The relevance debate in psychology can be described as discourse which calls for the discipline to become more socially valuable and accessible to those who purportedly need it. Literature suggests that there is a socio-historical dimension to relevance discourse that is frequently overlooked by those engaging in the debate, resulting in a typically ahistorical and axiomatic presentation. It is therefore argued that an historical perspective on the relevance debate is necessary for an informed consideration of its attending issues. This paper compares relevance discourse from South Africa (1974–1994) and the United States of America (1960–1980) by means of a thematic analysis of journal articles published during these periods in the South African Journal of Psychology and American Psychologist, respectively. The analysis yielded six key analytic themes: Social upheaval; the pure-applied dichotomy in psychology; the role of psychology in socio-political matters; the place of human values in science; equity in psychology; and indigenising psychology. The first five themes are common to both the American and South African debates. Consequently, it is argued that the two debates arose in similar social contexts and that, in particular, the relevance debate is associated with conditions of social upheaval. This historicisation of relevance discourse permits a more critical and accurate understanding of the relationship between the debate and contemporary society.
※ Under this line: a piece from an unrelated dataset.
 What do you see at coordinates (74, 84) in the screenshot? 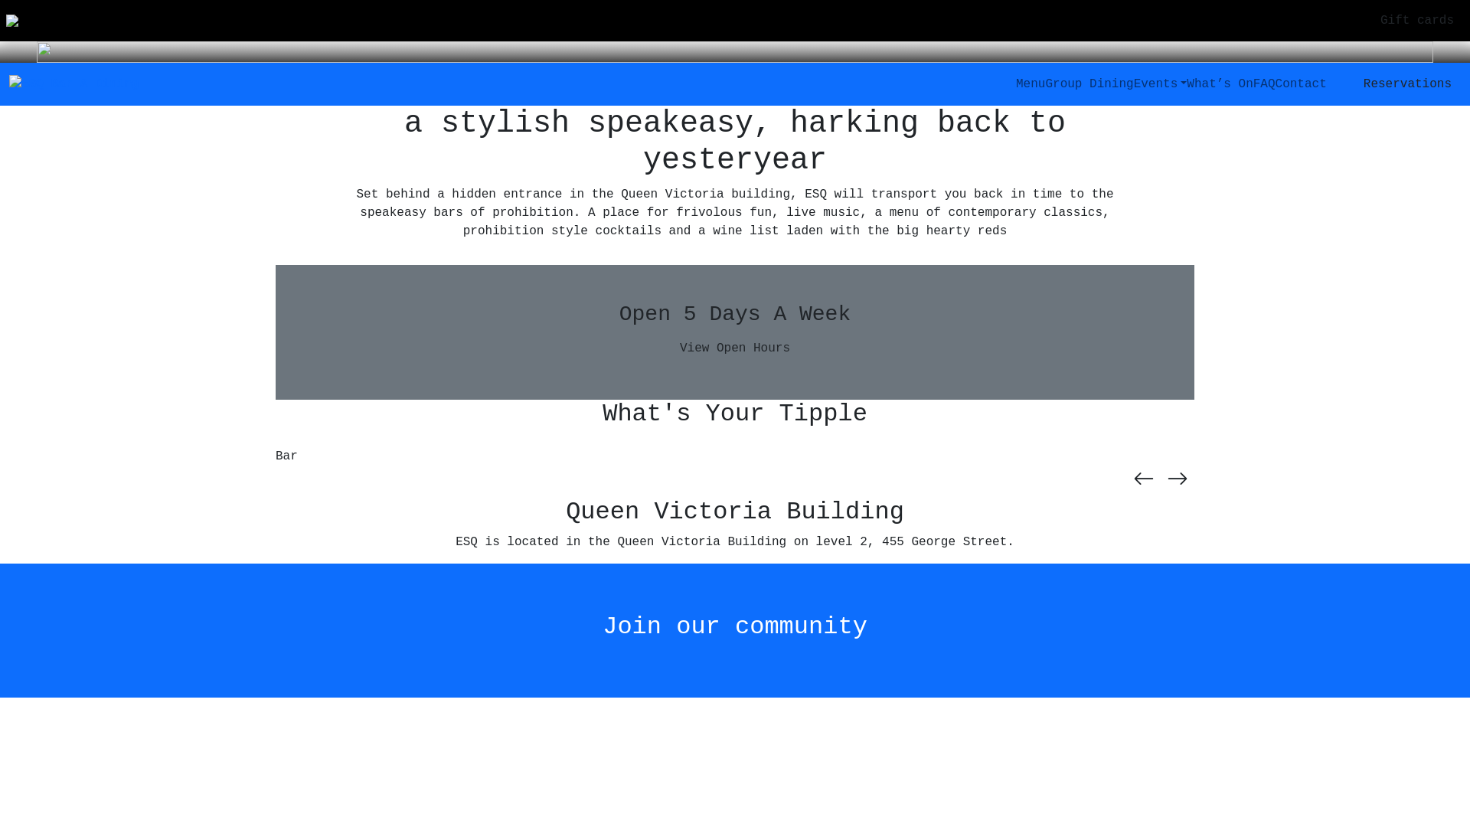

In this article, I examine the three guiding principles of the indigenous psychology movement: ontological relativism, epistemological relativism, and the insider perspective. Using African psychology and Islamic psychology as case examples, I contend that these principles-along with the continued neglect of the question of disciplinarity-prevent the establishment of indigenous psychology as a coherent field of inquiry. I submit further that the local-global polarity is a nonissue and that a focus on materiality rather than culture can form the basis for a more viable indigenous psychology.